- Provided records -
....................

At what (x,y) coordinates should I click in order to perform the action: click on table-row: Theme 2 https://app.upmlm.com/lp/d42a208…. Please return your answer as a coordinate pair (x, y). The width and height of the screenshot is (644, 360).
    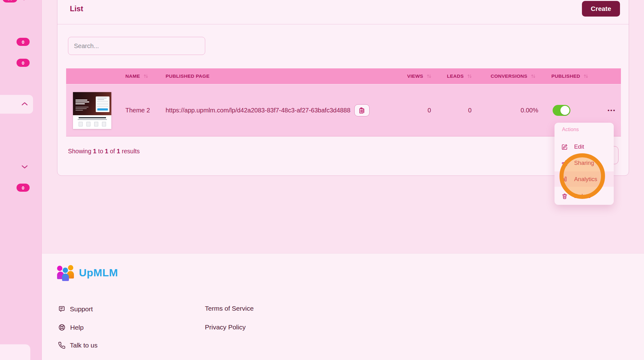
    Looking at the image, I should click on (344, 111).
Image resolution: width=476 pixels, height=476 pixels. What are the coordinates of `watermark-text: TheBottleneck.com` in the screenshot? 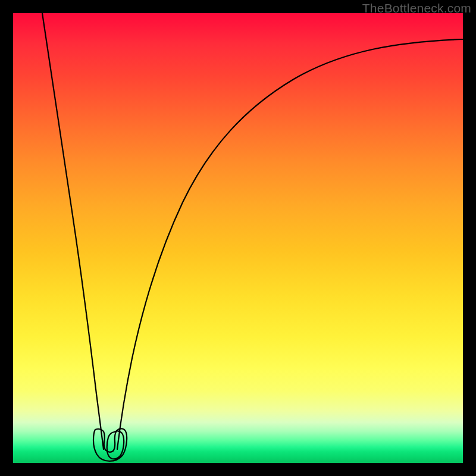 It's located at (416, 8).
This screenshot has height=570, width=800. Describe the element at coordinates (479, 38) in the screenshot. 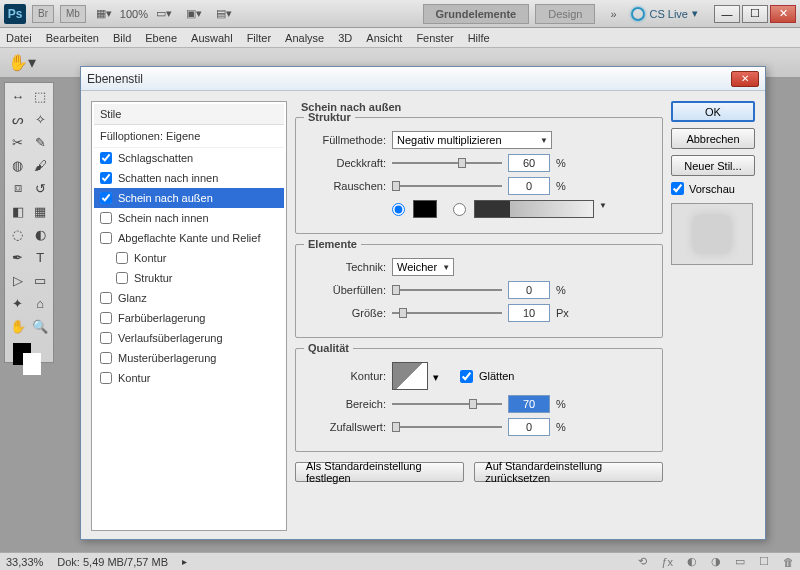

I see `menu-hilfe: Hilfe` at that location.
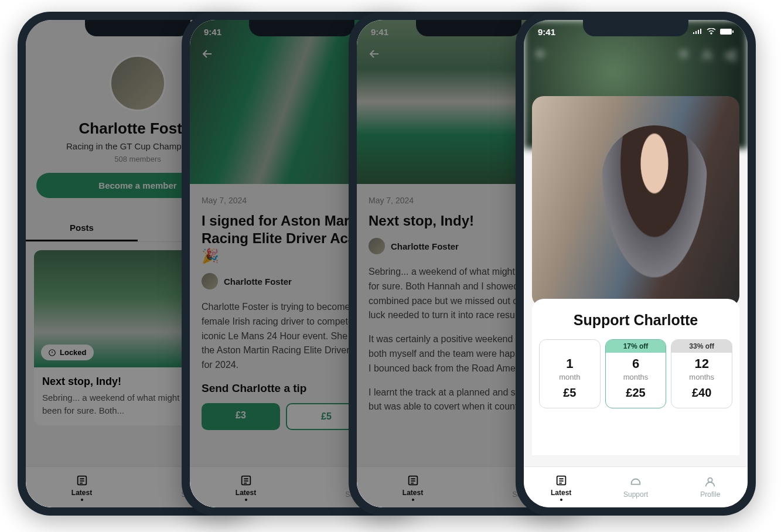 The width and height of the screenshot is (781, 532). What do you see at coordinates (636, 346) in the screenshot?
I see `discount-badge: 17% off` at bounding box center [636, 346].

....................

- Prompt -
In the records above, locate the line containing "This screenshot has", then copy exactly that line and every line after it through the end, omitting pictures.

- Answer box -
This screenshot has height=570, width=800. Describe the element at coordinates (479, 38) in the screenshot. 

I see `menu-hilfe: Hilfe` at that location.
 The width and height of the screenshot is (781, 532). What do you see at coordinates (636, 346) in the screenshot?
I see `discount-badge: 17% off` at bounding box center [636, 346].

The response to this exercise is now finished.